Sunday, August 16, 2020

Jonathan Turley: slammed the mainstream media on Friday for its "willful blindness to mounting evidence of wrongdoing in the Russian investigation."

Constitutional scholar Jonathan Turley, a self-described liberal who teaches at George Washington School of Law, slammed the mainstream media on Friday for its "willful blindness to mounting evidence of wrongdoing in the Russian investigation."

What's the background?

On Friday, the Justice Department announced the first indictment resulting from U.S. Attorney John Durham's investigation into the origins of the Russia investigation.

The DOJ revealed that former FBI lawyer Kevin Clinesmith will plead guilty to falsifying a document that was used to obtain a surveillance warrant Trump campaign aide Carter Page. Clinesmith is accused of altering an email document to downplay Page's association with the CIA.

What did Turley say?

According to the constitutional lawyer, the DOJ's announcement is more evidence of the media's willful ignorance to the facts surrounding the Russia investigation, with regard to activities conducted by FBI agents and top DOJ officials.

"The implications of this criminal plea is enormous but the media has engaged in a pattern of willful blindness to mounting evidence of wrongdoing in the Russian investigation by FBI and DOJ figures," Turley began.

"Notably, the Flynn plea was widely reported as a major conviction despite the fact that the agents themselves stated that they did not believe Flynn intentionally lied. Pleas by others resulted in less than a month of jail, including Papadopoulos who received only 14 days," he added.

"Those pleas were given endless and breathless discussion in the media.
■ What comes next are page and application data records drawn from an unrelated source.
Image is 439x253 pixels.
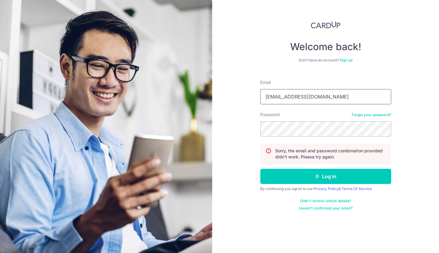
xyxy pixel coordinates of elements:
[299,206,352,211] a: Haven't confirmed your email?
[260,186,391,191] div: By continuing you agree to our &
[341,186,372,191] a: Terms Of Service
[260,79,270,85] label: Email
[260,41,391,53] h4: Welcome back!
[260,169,391,184] button: Log in
[275,148,386,160] p: Sorry, the email and password combination provided didn't work. Please try again.
[300,199,351,203] a: Didn't receive unlock details?
[351,113,391,117] a: Forgot your password?
[260,89,391,104] input: Enter your Email
[260,58,391,63] div: Don’t have an account?
[260,112,279,118] label: Password
[313,186,338,191] a: Privacy Policy
[339,58,352,62] a: Sign up
[310,21,340,29] img: CardUp Logo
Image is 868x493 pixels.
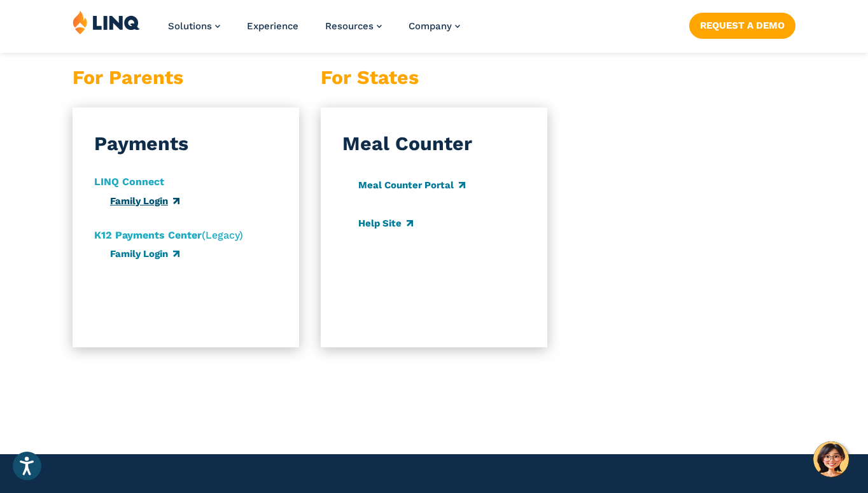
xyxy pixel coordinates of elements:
[325,20,381,32] a: Resources
[689,13,795,38] a: Request a Demo
[168,10,460,52] nav: Primary Navigation
[94,229,202,241] strong: K12 Payments Center
[342,130,472,158] h3: Meal Counter
[813,442,848,477] button: Hello, have a question? Let’s chat.
[94,176,164,188] strong: LINQ Connect
[408,20,451,32] span: Company
[689,10,795,38] nav: Button Navigation
[94,130,188,158] h3: Payments
[168,20,220,32] a: Solutions
[94,228,243,243] p: (Legacy)
[72,64,299,92] h3: For Parents
[358,180,465,191] a: Meal Counter Portal
[72,10,140,35] img: LINQ | K‑12 Software
[408,20,460,32] a: Company
[110,248,180,260] a: Family Login
[168,20,212,32] span: Solutions
[246,20,298,32] a: Experience
[321,64,547,92] h3: For States
[358,217,413,229] a: Help Site
[110,195,180,206] a: Family Login
[325,20,374,32] span: Resources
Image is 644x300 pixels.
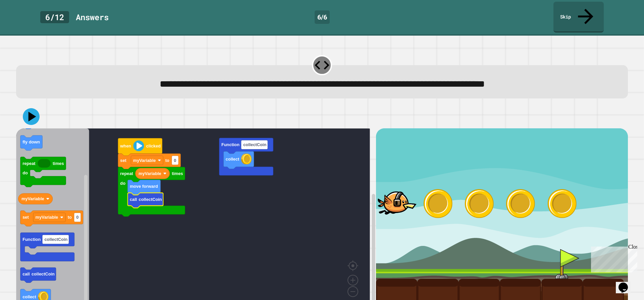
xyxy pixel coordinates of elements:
text: 0 [76,215,78,220]
text: do [23,171,28,176]
text: fly down [23,139,40,144]
text: myVariable [35,215,58,220]
text: call [130,197,137,202]
text: clicked [146,144,161,149]
text: collectCoin [44,237,67,242]
div: 6 / 12 [40,11,69,23]
iframe: chat widget [616,273,637,293]
text: collectCoin [31,272,55,277]
text: to [166,158,169,163]
iframe: chat widget [588,244,637,272]
text: Function [221,143,239,148]
text: when [120,144,131,149]
text: move forward [130,184,158,189]
div: Chat with us now!Close [3,3,46,43]
text: set [23,215,29,220]
a: Skip [553,2,604,33]
div: Answer s [76,11,109,23]
text: collectCoin [243,143,267,148]
div: 6 / 6 [315,10,330,24]
text: repeat [23,161,35,166]
text: to [68,215,72,220]
text: 0 [174,158,176,163]
text: times [172,171,183,176]
text: do [120,181,125,186]
text: collectCoin [139,197,162,202]
text: set [120,158,126,163]
text: collect [226,156,239,161]
text: collect [23,294,36,299]
text: times [52,161,63,166]
text: myVariable [133,158,156,163]
text: Function [23,237,41,242]
text: call [23,272,29,277]
text: myVariable [139,171,161,176]
text: myVariable [22,197,44,202]
text: repeat [120,171,133,176]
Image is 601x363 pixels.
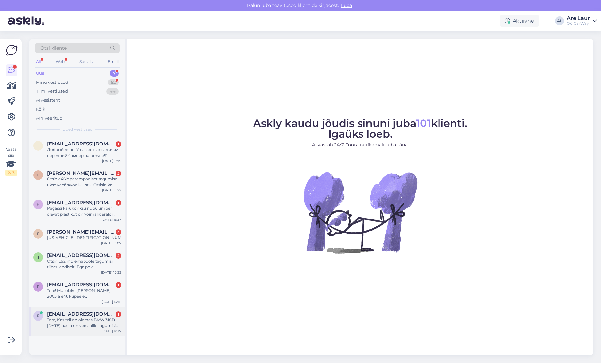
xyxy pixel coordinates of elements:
[47,147,121,159] div: Добрый день! У вас есть в наличии передний бампер на bmw e91 2007г.в
[35,57,42,66] div: All
[110,70,119,77] div: 7
[115,200,121,206] div: 1
[301,154,419,271] img: No Chat active
[47,206,121,217] div: Pagassi kärukonksu nupu ümber olevat plastikut on võimalik eraldi tellida kusagilt või peab terve...
[40,45,67,52] span: Otsi kliente
[54,57,66,66] div: Web
[555,16,564,25] div: AL
[5,170,17,176] div: 2 / 3
[47,258,121,270] div: Otsin E92 mõlemapoole tagumisi tiibasi endiselt! Ega pole [PERSON_NAME] kere vahepeal teind selli...
[47,176,121,188] div: Otsin e46le parempoolset tagumise ukse veeäravoolu liistu. Otsisin ka netist aga paraku ei leidnud
[115,229,121,235] div: 4
[36,70,44,77] div: Uus
[567,16,597,26] a: Are LaurOü CarWay
[108,79,119,86] div: 52
[115,141,121,147] div: 1
[36,97,60,104] div: AI Assistent
[47,235,121,241] div: [US_VEHICLE_IDENTIFICATION_NUMBER]
[36,79,68,86] div: Minu vestlused
[253,142,467,148] p: AI vastab 24/7. Tööta nutikamalt juba täna.
[47,317,121,329] div: Tere, Kas teil on olemas BMW 318D [DATE] aasta universaalile tagumisi elektriakna süsteeme? Kui j...
[62,127,93,132] span: Uued vestlused
[78,57,94,66] div: Socials
[47,288,121,300] div: Tere! Mul oleks [PERSON_NAME] 2005.a e46 kupeele automaatkäigukasti 24 00 1 423 929 peaks olema k...
[47,229,115,235] span: rando.riks@gmail.com
[36,115,63,122] div: Arhiveeritud
[339,2,354,8] span: Luba
[102,329,121,334] div: [DATE] 10:17
[115,282,121,288] div: 1
[101,270,121,275] div: [DATE] 10:22
[47,282,115,288] span: rasmus.tammiste@gmail.com
[37,284,40,289] span: r
[37,255,39,260] span: t
[47,170,115,176] span: heidy.loss38@gmail.com
[102,300,121,304] div: [DATE] 14:15
[47,141,115,147] span: lasietummennus@gmail.com
[106,57,120,66] div: Email
[47,253,115,258] span: tahmakas@gmail.com
[567,21,590,26] div: Oü CarWay
[37,143,39,148] span: l
[102,188,121,193] div: [DATE] 11:22
[500,15,539,27] div: Aktiivne
[416,117,431,130] span: 101
[253,117,467,140] span: Askly kaudu jõudis sinuni juba klienti. Igaüks loeb.
[115,312,121,317] div: 1
[115,171,121,177] div: 2
[47,311,115,317] span: risto.madi@gmail.com
[37,314,40,318] span: r
[101,241,121,246] div: [DATE] 16:07
[37,173,40,177] span: h
[37,231,40,236] span: r
[37,202,40,207] span: h
[115,253,121,259] div: 2
[36,88,68,95] div: Tiimi vestlused
[102,159,121,163] div: [DATE] 13:19
[106,88,119,95] div: 44
[101,217,121,222] div: [DATE] 18:37
[5,44,18,56] img: Askly Logo
[5,146,17,176] div: Vaata siia
[36,106,45,113] div: Kõik
[567,16,590,21] div: Are Laur
[47,200,115,206] span: henri.suislep@gmail.com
This is a direct and major falsification by a critical figure in the Russian investigation. It follows referrals for criminal charges against other figures like Andrew McCabe. None of that seems to matter," Turley continued. 

Indeed, in the early days of Robert Mueller's investigation, the media widely reported on each new development, suggesting the indictments stemming from Mueller's probe were evidence that Trump's campaign committed wrongdoing in the 2016 election.

However, that changed completely last year when Mueller concluded that Trump's campaign, in fact, did not collude with Russia.

Still, the media has been slow to accept the Mueller investigation's findings, and, as Turley noted, the wrongdoing done by government officials who oversaw and played critical roles in the Trump-Russia investigation.

In an op-ed for The Hill, Turley summarized this investigative double-standard being employed by Democrats.

"So, just to wrap up, we have a collusion investigation that was shown to be based on false or unreliable information. It was launched and maintained by officials who were accused by an inspector general of misconduct, false statements, or procedural errors, and now we have an actual criminal guilty plea. Yet many in Washington continue to insist there is no reason for Durham to keep digging. As Biden says, 'Gosh almighty,'" Turley wrote.